When to use a remote evaluator
Before you start
- A place to host an HTTPS endpoint Arize can reach on the public internet
- An Arize space that already has the traces or dataset you want to score
- (Recommended) A shared secret for auth headers
The contract
Request Arize sends
Treat
input defensively: only read the fields you need, and ignore anything extra.
Response Arize expects
Return HTTP2xx with a JSON object. You must include a label, a score, or both. explanation is optional but recommended.
2xx response with neither label nor score is treated as a failure.
Status codes
Path to “it works”
Do these in order. Don’t add LLM logic until step 3 works end-to-end.1
Stand up a stub endpoint
Smallest possible server: accept
POST, read JSON, return a fixed verdict.2
Prove the contract with curl
200 and JSON that includes label and/or score.3
Deploy publicly
Deploy so Arize can reach a full HTTPS URL, for example
https://evals.example.com/evaluate.Arize calls that URL verbatim — it does not append paths.If your host sleeps when idle, send one warm-up request before a real eval run so cold starts don’t time out.
4
Register it in Arize
- Create a remote evaluator in the same space where your data lives.
- Paste the full endpoint URL.
- Add auth headers if your endpoint requires them (for example
Authorization: Bearer <token>). - Map columns or attributes into the
inputkeys your endpoint reads (for example question →input, answer →output). - Create an eval task that attaches this evaluator to a project or dataset.
- Choose scope (span / trace / session), whether to run on historical data and/or continuously, and a sampling rate if continuous.
- Run the task.
eval.<name>.label, .score, .explanation) on the scored records. See View eval results.5
Confirm Arize is calling you
Log when a request arrives and when you return a verdict. Include
metadata.request_id and metadata.record_id.Make the scoring real
Once the stub works end-to-end, replace the hardcoded verdict. The HTTP contract stays the same.Rule-based (start here)
Regex, keyword checks, length limits, JSON schema validation, allowlists — fast, cheap, reproducible.Call your own LLM from the endpoint
If the score needs a model judgment, your endpoint can call OpenAI, Anthropic, or any other provider itself — then returnlabel / score / explanation like any other remote eval.
That is different from LLM-as-a-judge in Arize, where Arize runs the judge prompt for you. Here you own the model call; Arize still owns orchestration.
- Validate required
inputfields first; return4xxif they’re missing - Instruct the model to return only JSON matching the response shape, then parse it defensively
- On provider timeouts or rate limits, return
5xxor429so Arize can retry - Prefer returning both
labelandscorewhen your rubric has both
Production checklist
Auth
Protect endpoints that call paid models:Suppress tracing on the eval path
If the service hosting the evaluator also sends its own traces to Arize, wrap judge calls so evaluator traffic doesn’t create noisy nested traces:Robust input parsing
- Never assume a mapped field exists
- Ignore unknown fields
- Prefer failing a single record with
4xxover crashing the process
FAQ
Do I have to use Python?
Do I have to use Python?
No. Any stack that can serve HTTPS JSON works.
Do I need both label and score?
Do I need both label and score?
No. Either is enough. Both is fine.
explanation is optional.Can one endpoint power multiple evaluators?
Can one endpoint power multiple evaluators?
Yes. Use
metadata.evaluator (or separate paths) to branch.Where do results show up?
Where do results show up?
On the scored records as eval columns, typically
eval.<evaluator_name>.label / .score / .explanation. Trace- and session-level evals use related prefixes. See View eval results.What's the difference between this and an LLM template evaluator in Arize?
What's the difference between this and an LLM template evaluator in Arize?
Template evaluators: Arize owns both the judge prompt and the orchestration.Remote evaluators: you own the scoring logic; Arize still owns orchestration (who to score, when, retries, write-back). Use remote when you already have scoring logic, governance requirements, proprietary models, or deterministic checks you don’t want to reimplement.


ACTION ITEM — Where the listing below reaches the line containing "Describe the element at coordinates (532, 190)", start writing out lines exactly, and stop once the line containing "What are the" has been written.

GIVEN RECORDS —
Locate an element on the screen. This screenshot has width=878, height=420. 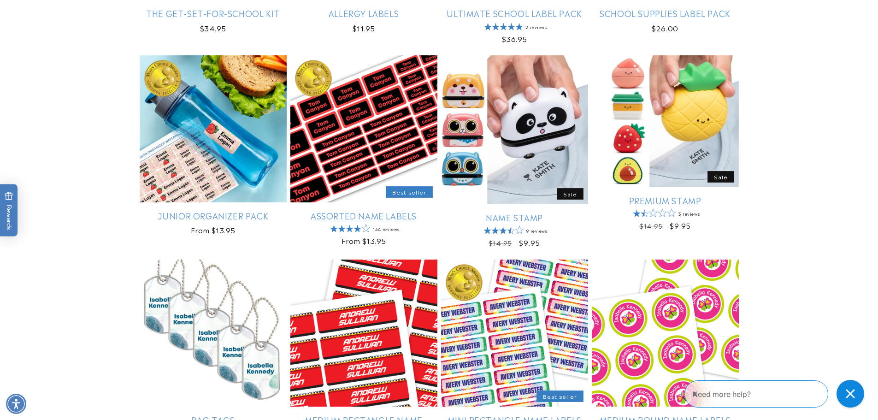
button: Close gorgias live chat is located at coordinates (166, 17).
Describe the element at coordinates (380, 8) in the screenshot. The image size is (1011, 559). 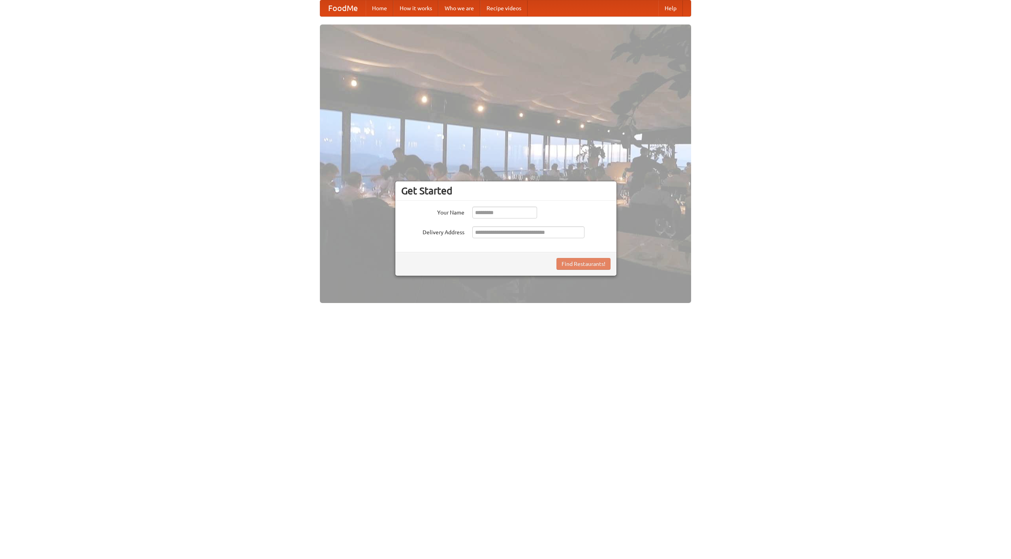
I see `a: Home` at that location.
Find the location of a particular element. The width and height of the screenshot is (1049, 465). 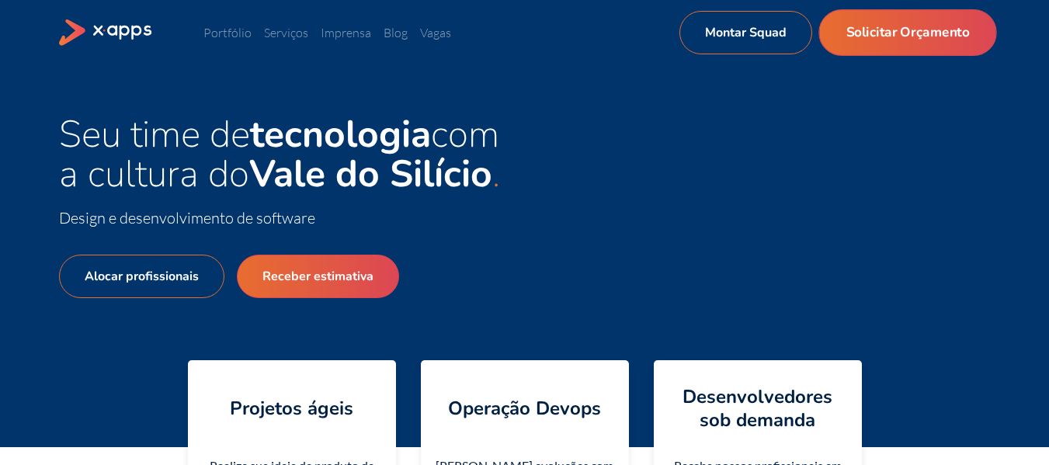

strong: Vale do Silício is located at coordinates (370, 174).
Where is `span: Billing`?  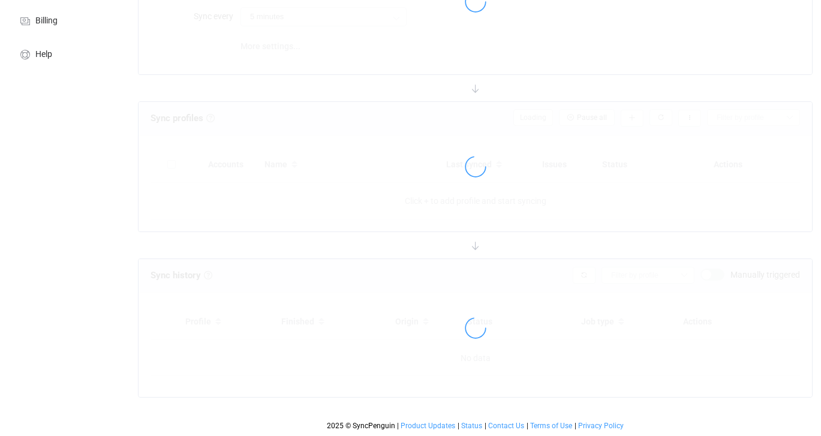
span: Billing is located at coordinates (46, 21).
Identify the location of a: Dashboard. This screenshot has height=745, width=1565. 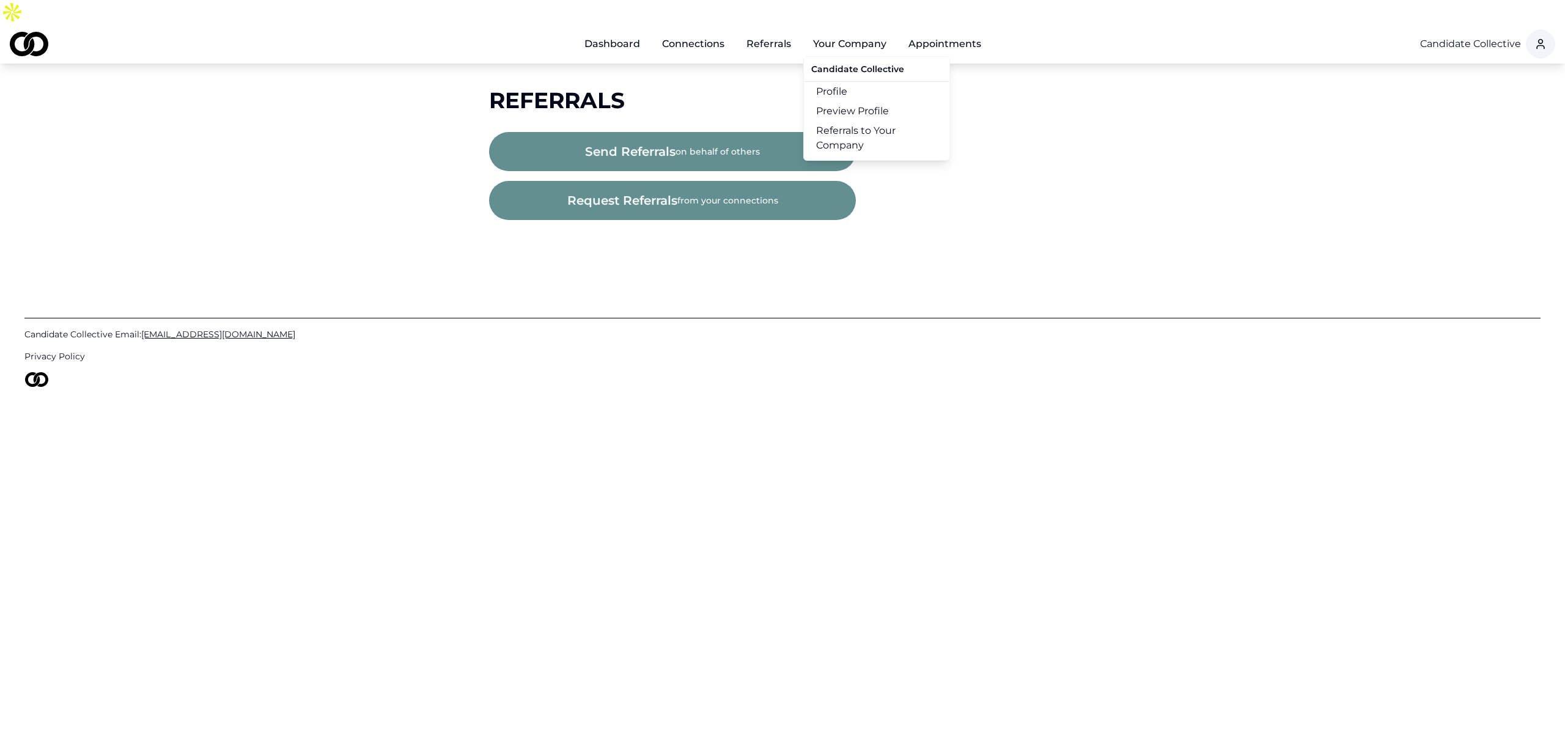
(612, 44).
==
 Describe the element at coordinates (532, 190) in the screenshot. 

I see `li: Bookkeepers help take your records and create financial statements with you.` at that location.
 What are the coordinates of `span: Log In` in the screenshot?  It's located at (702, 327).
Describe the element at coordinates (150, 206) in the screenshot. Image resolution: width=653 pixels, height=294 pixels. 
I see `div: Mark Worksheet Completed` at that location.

OUTPUT FOR THIS EXERCISE —
 Describe the element at coordinates (532, 190) in the screenshot. 

I see `li: Bookkeepers help take your records and create financial statements with you.` at that location.
 What are the coordinates of `span: Log In` in the screenshot?  It's located at (702, 327).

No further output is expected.